Cylinder blast: Over 50 trapped in collapsed factory building in Lahore
February 6, 2012 by Trend PK
Filed under World News
TrendPK.com
LAHORE: More than 50 people, including women and children, were trapped on Monday in a collapsed building of a factory at Multan Road due to a cylinder blast inside it, TrendPK reports Monday.
Rescue teams managed to retrieve 10 people, including four women and a child in injured condition as the building completely caved in.
Two dead bodies were also pulled out of the pharmaceutical factory’s 3-story building.
“Some 17 women and 47 male workers were present inside the factory when blast tool place,” a rescue official told TrendPK, whereas DCO Lahore Ahad Chima say it may take time to remove the entire debris and recover the trapped people.
Initial reports said roof of the factory building was collapsed following a powerful cylinder blast, trapping at least 50 workers, including women and children.
Relief operations by 1122 Rescue teams and areas people are currently underway at the site to retrieve dead bodies and those injured.

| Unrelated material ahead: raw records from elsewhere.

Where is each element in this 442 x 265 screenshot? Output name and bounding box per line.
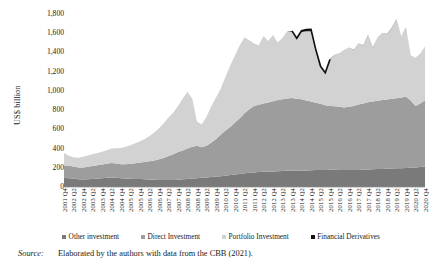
- legend-item-portfolio-investment[interactable]: Portfolio Investment: [222, 233, 289, 241]
- x-tick-label: 2006 Q4: [156, 188, 163, 212]
- x-tick-label: 2014 Q2: [298, 188, 305, 212]
- x-tick-label: 2009 Q4: [213, 188, 220, 212]
- x-tick-label: 2007 Q2: [165, 188, 172, 212]
- legend-swatch-icon: [62, 235, 66, 239]
- x-tick-label: 2002 Q4: [80, 188, 87, 212]
- x-tick-label: 2017 Q2: [355, 188, 362, 212]
- x-tick-label: 2009 Q2: [203, 188, 210, 212]
- x-tick-label: 2008 Q4: [194, 188, 201, 212]
- area-chart-svg: [0, 0, 442, 200]
- x-tick-label: 2004 Q2: [108, 188, 115, 212]
- x-tick-label: 2012 Q2: [260, 188, 267, 212]
- legend-item-financial-derivatives[interactable]: Financial Derivatives: [311, 233, 380, 241]
- x-tick-label: 2011 Q2: [241, 188, 248, 212]
- x-tick-label: 2015 Q4: [327, 188, 334, 212]
- stacked-area-plot: [0, 0, 442, 200]
- x-tick-label: 2013 Q2: [279, 188, 286, 212]
- x-tick-label: 2006 Q2: [146, 188, 153, 212]
- x-tick-label: 2016 Q4: [346, 188, 353, 212]
- x-tick-label: 2015 Q2: [317, 188, 324, 212]
- x-tick-label: 2020 Q2: [412, 188, 419, 212]
- figure-container: US$ billion 02004006008001,0001,2001,400…: [0, 0, 442, 265]
- x-tick-label: 2001 Q4: [61, 188, 68, 212]
- x-tick-label: 2003 Q4: [99, 188, 106, 212]
- source-description: Elaborated by the authors with data from…: [58, 249, 438, 259]
- x-tick-label: 2005 Q2: [127, 188, 134, 212]
- source-note: Source: Elaborated by the authors with d…: [18, 249, 438, 259]
- legend-label: Portfolio Investment: [229, 233, 289, 241]
- x-tick-label: 2008 Q2: [184, 188, 191, 212]
- x-tick-label: 2012 Q4: [270, 188, 277, 212]
- x-tick-label: 2007 Q4: [175, 188, 182, 212]
- legend-item-direct-investment[interactable]: Direct Investment: [141, 233, 200, 241]
- x-tick-label: 2011 Q4: [251, 188, 258, 212]
- x-tick-label: 2019 Q4: [403, 188, 410, 212]
- x-tick-label: 2020 Q4: [422, 188, 429, 212]
- legend-swatch-icon: [222, 235, 226, 239]
- x-tick-label: 2017 Q4: [365, 188, 372, 212]
- legend-label: Direct Investment: [148, 233, 200, 241]
- x-tick-label: 2013 Q4: [289, 188, 296, 212]
- x-tick-label: 2010 Q4: [232, 188, 239, 212]
- x-axis-tick-labels: 2001 Q42002 Q22002 Q42003 Q22003 Q42004 …: [0, 188, 442, 232]
- x-tick-label: 2016 Q2: [336, 188, 343, 212]
- legend-swatch-icon: [311, 235, 315, 239]
- x-tick-label: 2004 Q4: [118, 188, 125, 212]
- legend-label: Other investment: [69, 233, 119, 241]
- x-tick-label: 2010 Q2: [222, 188, 229, 212]
- legend-swatch-icon: [141, 235, 145, 239]
- x-tick-label: 2002 Q2: [70, 188, 77, 212]
- legend-item-other-investment[interactable]: Other investment: [62, 233, 119, 241]
- x-tick-label: 2005 Q4: [137, 188, 144, 212]
- chart-area: US$ billion 02004006008001,0001,2001,400…: [0, 0, 442, 232]
- x-tick-label: 2003 Q2: [89, 188, 96, 212]
- chart-legend: Other investmentDirect InvestmentPortfol…: [0, 230, 442, 243]
- x-tick-label: 2018 Q4: [384, 188, 391, 212]
- x-tick-label: 2018 Q2: [374, 188, 381, 212]
- x-tick-label: 2019 Q2: [393, 188, 400, 212]
- legend-label: Financial Derivatives: [317, 233, 380, 241]
- source-label: Source:: [18, 249, 58, 259]
- x-tick-label: 2014 Q4: [308, 188, 315, 212]
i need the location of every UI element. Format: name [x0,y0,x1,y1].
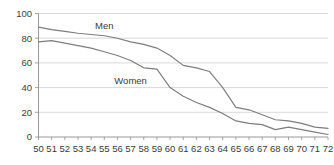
x-tick-label-66: 66 [244,143,255,154]
x-tick-label-52: 52 [60,143,71,154]
y-tick-label-20: 20 [21,107,32,118]
x-tick-label-67: 67 [257,143,268,154]
x-tick-label-69: 69 [283,143,294,154]
x-tick-label-50: 50 [33,143,44,154]
x-tick-label-64: 64 [217,143,228,154]
series-line-men [39,27,329,128]
series-label-men: Men [95,20,113,31]
x-tick-label-65: 65 [231,143,242,154]
x-tick-label-51: 51 [46,143,57,154]
x-tick-label-68: 68 [270,143,281,154]
line-chart: 020406080100 505152535455565758596061626… [0,0,334,165]
x-tick-label-55: 55 [99,143,110,154]
x-tick-label-70: 70 [296,143,307,154]
x-tick-label-72: 72 [323,143,334,154]
x-tick-label-54: 54 [86,143,97,154]
y-tick-label-0: 0 [27,131,32,142]
x-tick-label-63: 63 [204,143,215,154]
x-tick-label-57: 57 [125,143,136,154]
y-tick-label-100: 100 [16,8,32,19]
y-tick-label-80: 80 [21,33,32,44]
y-tick-label-40: 40 [21,82,32,93]
gridlines [39,14,329,113]
x-tick-label-61: 61 [178,143,189,154]
x-axis-tick-labels: 5051525354555657585960616263646566676869… [33,143,333,154]
y-axis-tick-labels: 020406080100 [16,8,32,143]
series-label-women: Women [114,75,147,86]
x-tick-label-59: 59 [152,143,163,154]
x-tick-label-62: 62 [191,143,202,154]
x-tick-label-53: 53 [73,143,84,154]
x-tick-label-71: 71 [310,143,321,154]
x-tick-label-58: 58 [138,143,149,154]
series-inline-labels: MenWomen [95,20,147,85]
x-tick-label-60: 60 [165,143,176,154]
chart-canvas: 020406080100 505152535455565758596061626… [0,0,334,165]
y-tick-label-60: 60 [21,57,32,68]
data-series [39,27,329,134]
x-tick-label-56: 56 [112,143,123,154]
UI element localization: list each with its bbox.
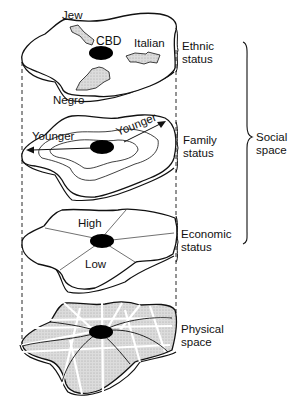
- younger-left-label: Younger: [32, 130, 75, 142]
- italian-label: Italian: [134, 37, 165, 49]
- high-label: High: [78, 217, 102, 229]
- cbd-marker: [89, 46, 113, 60]
- label-line: Social: [256, 131, 287, 144]
- social-space-layers-diagram: Jew CBD Italian Negro Younger Younger Hi…: [0, 0, 306, 404]
- label-line: status: [182, 53, 214, 66]
- cbd-marker: [90, 140, 114, 154]
- jew-label: Jew: [62, 9, 83, 21]
- ethnic-layer: [22, 13, 177, 101]
- label-line: Economic: [181, 228, 232, 241]
- negro-label: Negro: [53, 94, 84, 106]
- label-line: Ethnic: [182, 40, 214, 53]
- cbd-marker: [90, 234, 114, 248]
- label-line: space: [256, 144, 287, 157]
- economic-status-label: Economic status: [181, 228, 232, 253]
- label-line: Family: [183, 134, 217, 147]
- label-line: status: [183, 147, 217, 160]
- label-line: Physical: [181, 323, 224, 336]
- social-space-brace: [243, 42, 252, 244]
- label-line: space: [181, 336, 224, 349]
- label-line: status: [181, 241, 232, 254]
- low-label: Low: [85, 258, 107, 270]
- cbd-marker: [89, 325, 113, 339]
- physical-layer: [20, 300, 176, 395]
- ethnic-status-label: Ethnic status: [182, 40, 214, 65]
- family-status-label: Family status: [183, 134, 217, 159]
- physical-space-label: Physical space: [181, 323, 224, 348]
- cbd-label: CBD: [96, 34, 122, 48]
- family-layer: [22, 115, 176, 201]
- social-space-label: Social space: [256, 131, 287, 156]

Cranes and other heavy machinery were called to remove the rubble.
The Monday’s blast also wounded few people.
Rescue teams said those pulled out alive from the debris were shifted to Jinnah and Sheikh Zayed hospitals, more than 15 kms from the incident site, in critical state. TrendPK
Magnitude 6.8 earthquake strikes off Philippines
February 6, 2012 by Trend PK
Filed under World News
SINGAPORE: A 6.8 magnitude earthquake, at a depth at 29 miles, struck off the Philippines Monday, northeast of Dumaguete, Negros island, at 0349 GMT, the US Geological Survey reported.
There were no immediate reports of casualties or damage, and the US National Oceanic and Atmospheric Administration said that based on all available data a Pacific-wide tsunami is not expected. AGENCIES
Oil sheds 30 cents towards $114
February 6, 2012 by Trend PK
Filed under World News
SINGAPORE: Brent crude slipped towards $114 on Monday, weighed down by a stronger U.S. dollar and the risk that a sovereign debt default by Greece could tip the euro zone in to a demand-sapping recession.
However, losses were limited by escalating tension between Iran and the West, which threatens to disrupt supplies from the world’s fifth-largest crude oil exporter.
Front-month Brent crude fell 30 cents to $114.28 a barrel by 0317 GMT, snapping four straight days of gains. Brent rose 2.8 percent last week to settle near a three-month peak on Friday, after a positive U.S. jobs report fueled hopes of stronger demand in the top petroleum-consuming nation.
U.S. crude was down 59 cents at $97.24 a barrel, after posting a loss of 1.73 percent last week.
“There’s still not much confidence over the euro zone economies, and that is limiting upside from strong U.S. data and the tensions in Iran,” said Ken Hasegawa, a commodity derivatives manager with Newedge Brokerage in Tokyo.
Coalition parties in Greece, which is at the centre of Europe’s two-year old debt crisis, must tell the European Union by Monday whether they accept the painful terms of a new bailout deal worth 130 billion euros in order to avoid a disorderly default.
The greenback strengthened against a basket of currencies after the euro softened ahead of the Greek deadline, making dollar-denominated commodities like oil more expensive when purchased in other currencies.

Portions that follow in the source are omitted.